VOICE, PLACE, TRANSLATION: drawings, paintings and an artist’s book
A graduate of the Royal College of Art, Alan Young has valued the connection between teaching, commissions, and personal projects. An award from the Arts & Humanities Research Board has enabled him to continue his exploration of culture and wilderness in Finland, particularly through his response to the country’s leading modernist poet, Edith Södergran.

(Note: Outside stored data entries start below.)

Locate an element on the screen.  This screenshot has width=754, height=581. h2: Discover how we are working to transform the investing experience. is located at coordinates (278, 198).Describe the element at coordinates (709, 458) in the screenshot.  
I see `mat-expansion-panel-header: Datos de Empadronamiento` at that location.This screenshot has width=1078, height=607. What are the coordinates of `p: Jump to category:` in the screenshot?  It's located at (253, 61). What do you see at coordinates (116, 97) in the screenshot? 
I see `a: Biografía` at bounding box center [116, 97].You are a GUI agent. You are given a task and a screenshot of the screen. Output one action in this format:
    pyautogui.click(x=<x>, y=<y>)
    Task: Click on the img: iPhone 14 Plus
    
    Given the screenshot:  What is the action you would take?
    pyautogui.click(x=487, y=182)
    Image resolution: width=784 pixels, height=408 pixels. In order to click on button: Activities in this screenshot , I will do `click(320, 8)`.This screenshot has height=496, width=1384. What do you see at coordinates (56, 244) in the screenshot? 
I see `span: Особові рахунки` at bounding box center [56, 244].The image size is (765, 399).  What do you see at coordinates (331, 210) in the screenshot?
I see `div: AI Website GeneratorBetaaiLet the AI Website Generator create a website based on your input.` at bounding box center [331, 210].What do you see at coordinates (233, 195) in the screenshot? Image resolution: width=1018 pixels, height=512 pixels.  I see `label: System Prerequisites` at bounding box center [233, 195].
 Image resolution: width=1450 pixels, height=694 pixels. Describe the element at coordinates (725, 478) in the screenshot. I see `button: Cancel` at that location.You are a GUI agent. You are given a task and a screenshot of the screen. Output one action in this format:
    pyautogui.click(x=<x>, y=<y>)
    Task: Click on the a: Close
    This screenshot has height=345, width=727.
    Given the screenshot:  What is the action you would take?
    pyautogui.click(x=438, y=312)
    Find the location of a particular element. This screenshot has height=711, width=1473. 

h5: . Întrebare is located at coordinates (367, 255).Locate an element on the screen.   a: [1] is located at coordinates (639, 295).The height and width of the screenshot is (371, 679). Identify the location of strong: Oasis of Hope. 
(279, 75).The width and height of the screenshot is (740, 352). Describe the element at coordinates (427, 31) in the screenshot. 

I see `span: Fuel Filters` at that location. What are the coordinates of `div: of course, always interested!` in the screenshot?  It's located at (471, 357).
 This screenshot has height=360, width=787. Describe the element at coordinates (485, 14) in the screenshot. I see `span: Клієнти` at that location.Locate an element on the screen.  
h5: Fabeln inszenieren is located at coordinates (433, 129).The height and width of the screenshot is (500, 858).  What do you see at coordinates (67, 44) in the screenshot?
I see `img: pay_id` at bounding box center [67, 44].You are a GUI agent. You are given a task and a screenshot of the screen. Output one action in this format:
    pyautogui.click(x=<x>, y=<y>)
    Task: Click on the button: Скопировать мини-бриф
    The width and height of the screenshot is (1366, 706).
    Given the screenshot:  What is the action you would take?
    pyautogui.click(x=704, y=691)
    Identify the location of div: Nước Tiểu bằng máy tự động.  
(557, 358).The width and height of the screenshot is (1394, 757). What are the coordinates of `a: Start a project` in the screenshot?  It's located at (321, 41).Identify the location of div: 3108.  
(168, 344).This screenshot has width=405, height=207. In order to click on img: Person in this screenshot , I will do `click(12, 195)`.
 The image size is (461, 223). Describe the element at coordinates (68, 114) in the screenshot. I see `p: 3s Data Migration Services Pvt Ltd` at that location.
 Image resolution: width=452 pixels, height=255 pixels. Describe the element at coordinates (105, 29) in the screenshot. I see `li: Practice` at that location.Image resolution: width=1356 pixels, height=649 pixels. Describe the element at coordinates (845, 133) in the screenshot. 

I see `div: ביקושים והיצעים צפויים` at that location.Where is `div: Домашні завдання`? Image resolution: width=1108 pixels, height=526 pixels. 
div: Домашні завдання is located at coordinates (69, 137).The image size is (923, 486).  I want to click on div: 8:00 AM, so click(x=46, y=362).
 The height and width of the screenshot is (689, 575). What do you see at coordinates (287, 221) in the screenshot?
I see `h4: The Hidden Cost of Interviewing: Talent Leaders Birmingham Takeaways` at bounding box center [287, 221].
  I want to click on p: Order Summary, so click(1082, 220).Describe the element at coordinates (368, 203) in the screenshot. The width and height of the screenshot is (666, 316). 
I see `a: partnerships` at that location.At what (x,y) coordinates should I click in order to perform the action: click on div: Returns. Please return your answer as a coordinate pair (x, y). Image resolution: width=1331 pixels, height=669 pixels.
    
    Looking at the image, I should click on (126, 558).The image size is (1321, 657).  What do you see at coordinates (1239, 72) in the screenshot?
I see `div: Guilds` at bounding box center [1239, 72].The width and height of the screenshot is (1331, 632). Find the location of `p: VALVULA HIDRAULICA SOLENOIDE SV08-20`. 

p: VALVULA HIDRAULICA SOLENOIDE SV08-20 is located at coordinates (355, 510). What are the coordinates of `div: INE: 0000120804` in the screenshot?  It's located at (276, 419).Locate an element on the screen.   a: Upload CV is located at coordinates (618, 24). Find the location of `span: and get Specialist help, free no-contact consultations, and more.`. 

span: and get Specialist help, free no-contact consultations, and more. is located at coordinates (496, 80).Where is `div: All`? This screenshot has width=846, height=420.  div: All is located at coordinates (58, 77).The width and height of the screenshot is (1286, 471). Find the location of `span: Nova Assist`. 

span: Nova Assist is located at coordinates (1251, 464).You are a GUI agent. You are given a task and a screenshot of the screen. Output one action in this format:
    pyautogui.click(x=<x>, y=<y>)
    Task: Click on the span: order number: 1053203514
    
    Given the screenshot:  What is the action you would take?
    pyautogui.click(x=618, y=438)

In August 2003 he journeyed to Raivola where Södergran lived until her death in 1923. The village, renamed Roshtshino, is now many miles inside Russia, whose army invaded Finland in the 1940 ‘Winter War’ and succeeded in annexing a large slice of Karelia
With the help of a Finnish friend, Pipa Anderson, he has made translations from Södergran’s Swedish, initially choosing poems that use imagery from Karelian landscape to describe an intense personal domain. With these in mind, he produced charcoal drawings and paintings in southern Finland and Karelia, near the sea, beside lakes and in the forest, incorporating words and phrases, trying to fuse the spirit of place with the shamanic power of her voice. As the great Norwegian painter, Frans Widerberg, remarked: ‘Deep inside me I find a vision. I try to bring it out, make it shine and be recognised by others. The inner landscape is what I am looking for.’
Five of these drawings and his translations of four poems were published in AMBIT 156, the London magazine edited by Dr Martin Bax.
In the final phase of this project the various stages of his research crystallised in a forty page artist’s book, designed by him in Photoshop and printed on Bockingford A3+ double sided inkjet paper. All the images originated as drawings or paintings made directly before nature. Many of these are in the exhibition.